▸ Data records
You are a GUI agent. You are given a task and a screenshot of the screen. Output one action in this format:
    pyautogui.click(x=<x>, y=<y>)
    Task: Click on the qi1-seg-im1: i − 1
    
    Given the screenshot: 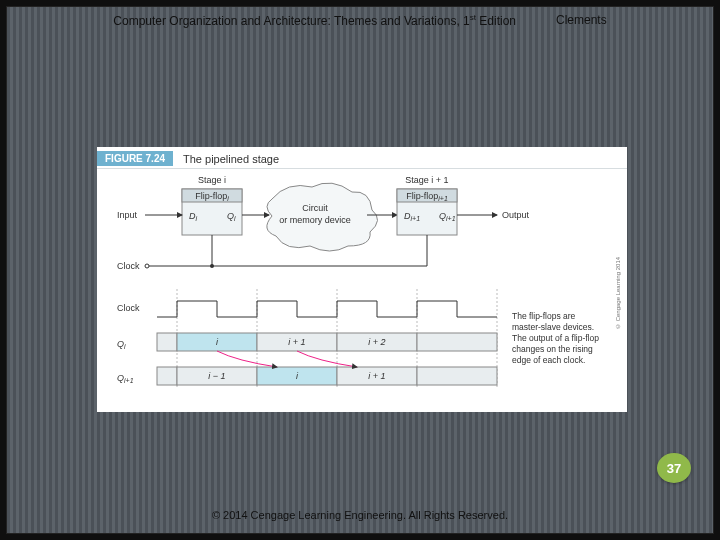 What is the action you would take?
    pyautogui.click(x=216, y=376)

▸ YOUR GOAL
Return, please, the lines of the data from the first through the line containing "Task: Click on the qi1-seg-im1: i − 1", both kept, exactly as they stand and nothing more.

▸ PROBLEM SOLUTION
You are a GUI agent. You are given a task and a screenshot of the screen. Output one action in this format:
    pyautogui.click(x=<x>, y=<y>)
    Task: Click on the qi1-seg-im1: i − 1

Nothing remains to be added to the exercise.